Knihobot

Royal Irish Academy

    The Treaty, 1921: Records from the Archives
    Days in the life: Reading the Michael Collins Diaries 1918-1922
    • From 1918 to 1922 Michael Collins kept working diaries of his busy revolutionary life. They are a collection of hurried notes, necessary lists, names and appointments, things to do, and things not done. They are a record of his long working days, and they got him to where he needed to be on time. Though these diaries do not contain conventional lengthy entries in which Collins finally reveals his innermost thoughts, they still tell us much about this extraordinary man. In this book, Michael Collins’s biographers, Anne Dolan and William Murphy, capture the nature of this new Collins source. They reflect on how the diaries change what we know about him, and challenge us to think differently about his life. The diaries begin with Collins a revolutionary among many; they end in 1922 with Collins as the most powerful figure in Ireland. They begin with Collins a single man; they end with him about to be married. The authors present thematic reflections on what the diaries reveal of his transformed life. As they are also the diaries of his everyday life, the book examines very particular episodes, the curious and ordinary entries, which allow us to see Collins from new angles. Rather than offering the final piece that will solve the Collins puzzle, the diaries pose new questions to be asked.

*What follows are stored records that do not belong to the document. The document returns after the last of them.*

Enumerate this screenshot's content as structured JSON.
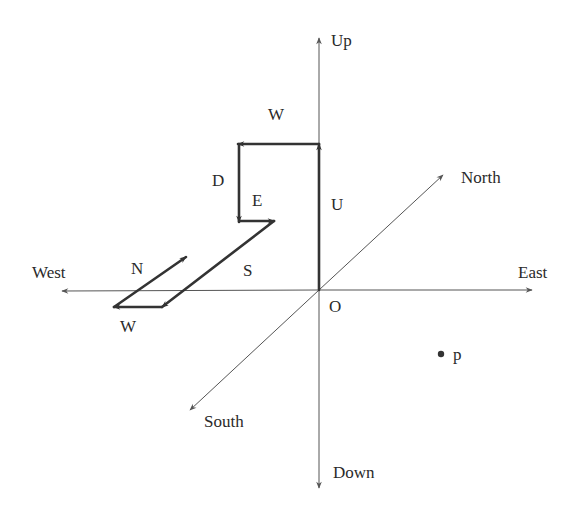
{
  "diagram": {
    "title": "",
    "origin": {
      "label": "O",
      "x": 319,
      "y": 290
    },
    "axes": [
      {
        "id": "up",
        "label": "Up",
        "tip": [
          319,
          38
        ],
        "label_pos": [
          331,
          46
        ]
      },
      {
        "id": "down",
        "label": "Down",
        "tip": [
          319,
          488
        ],
        "label_pos": [
          333,
          478
        ]
      },
      {
        "id": "east",
        "label": "East",
        "tip": [
          532,
          290
        ],
        "label_pos": [
          518,
          278
        ]
      },
      {
        "id": "west",
        "label": "West",
        "tip": [
          62,
          291
        ],
        "label_pos": [
          32,
          278
        ]
      },
      {
        "id": "north",
        "label": "North",
        "tip": [
          443,
          175
        ],
        "label_pos": [
          461,
          183
        ]
      },
      {
        "id": "south",
        "label": "South",
        "tip": [
          190,
          410
        ],
        "label_pos": [
          204,
          427
        ]
      }
    ],
    "path_segments": [
      {
        "label": "U",
        "from": [
          319,
          290
        ],
        "to": [
          319,
          144
        ],
        "label_pos": [
          331,
          210
        ]
      },
      {
        "label": "W",
        "from": [
          319,
          144
        ],
        "to": [
          238,
          144
        ],
        "label_pos": [
          268,
          120
        ]
      },
      {
        "label": "D",
        "from": [
          239,
          144
        ],
        "to": [
          239,
          222
        ],
        "label_pos": [
          212,
          186
        ]
      },
      {
        "label": "E",
        "from": [
          239,
          221
        ],
        "to": [
          274,
          221
        ],
        "label_pos": [
          252,
          206
        ]
      },
      {
        "label": "S",
        "from": [
          274,
          221
        ],
        "to": [
          162,
          307
        ],
        "label_pos": [
          243,
          276
        ]
      },
      {
        "label": "W",
        "from": [
          162,
          307
        ],
        "to": [
          114,
          307
        ],
        "label_pos": [
          120,
          332
        ]
      },
      {
        "label": "N",
        "from": [
          114,
          307
        ],
        "to": [
          186,
          257
        ],
        "label_pos": [
          131,
          274
        ]
      }
    ],
    "point": {
      "label": "p",
      "x": 441,
      "y": 354,
      "label_pos": [
        453,
        360
      ]
    },
    "colors": {
      "axis": "#555555",
      "path": "#333333",
      "text": "#2a2a2a"
    }
  }
}
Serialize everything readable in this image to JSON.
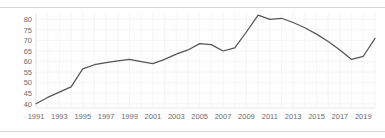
{
  "corner_note": "",
  "chart_data": {
    "type": "line",
    "title": "",
    "subtitle": "",
    "xlabel": "",
    "ylabel": "",
    "grid": true,
    "legend": false,
    "legend_position": "none",
    "line_color": "#555558",
    "grid_color": "#f2f2f4",
    "axis_color": "#e6e6e8",
    "tick_label_color": "#6d6d6d",
    "xlim": [
      1991,
      2020
    ],
    "ylim": [
      38,
      83
    ],
    "yticks": [
      40,
      45,
      50,
      55,
      60,
      65,
      70,
      75,
      80
    ],
    "ytick_labels": [
      "40",
      "45",
      "50",
      "55",
      "60",
      "65",
      "70",
      "75",
      "80"
    ],
    "xticks": [
      1991,
      1993,
      1995,
      1997,
      1999,
      2001,
      2003,
      2005,
      2007,
      2009,
      2011,
      2013,
      2015,
      2017,
      2019
    ],
    "xtick_labels": [
      "1991",
      "1993",
      "1995",
      "1997",
      "1999",
      "2001",
      "2003",
      "2005",
      "2007",
      "2009",
      "2011",
      "2013",
      "2015",
      "2017",
      "2019"
    ],
    "x": [
      1991,
      1992,
      1993,
      1994,
      1995,
      1996,
      1997,
      1998,
      1999,
      2000,
      2001,
      2002,
      2003,
      2004,
      2005,
      2006,
      2007,
      2008,
      2009,
      2010,
      2011,
      2012,
      2013,
      2014,
      2015,
      2016,
      2017,
      2018,
      2019,
      2020
    ],
    "values": [
      40,
      43,
      45.5,
      48,
      56.5,
      58.5,
      59.5,
      60.3,
      61,
      60,
      59,
      61,
      63.5,
      65.5,
      68.5,
      68,
      65,
      66.5,
      74,
      82,
      80,
      80.5,
      78.5,
      76,
      73,
      69.5,
      65.5,
      61,
      62.5,
      71
    ]
  }
}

      Days in the life: Reading the Michael Collins Diaries 1918-1922
    • The Anglo-Irish Treaty was signed on 6 December 1921. The Treaty led to the creation of an independent Irish state, but also a devastating Civil War that defined Irish politics for decades. Divisive as it proved to be, the signing of the Treaty one of the most important milestones in modern Irish history. The original Irish copy of the Treaty is perhaps the most famous document in modern Irish history and is retained in the collections of the National Archives in Dublin, which marked the centenary of its signing with the landmark exhibition The Treaty, 1921: Records from the Archives. This lavishly illustrated book, based on the original exhibition, explores the negotiation and signing of the Treaty by the Irish delegation that travelled to London in October 1921, and their day-to-day experience of life in London as the negotiations moved towards their conclusion. It does so through the documentary record that they left behind, much of it retained by the National Archives in Dublin and other archives in Ireland.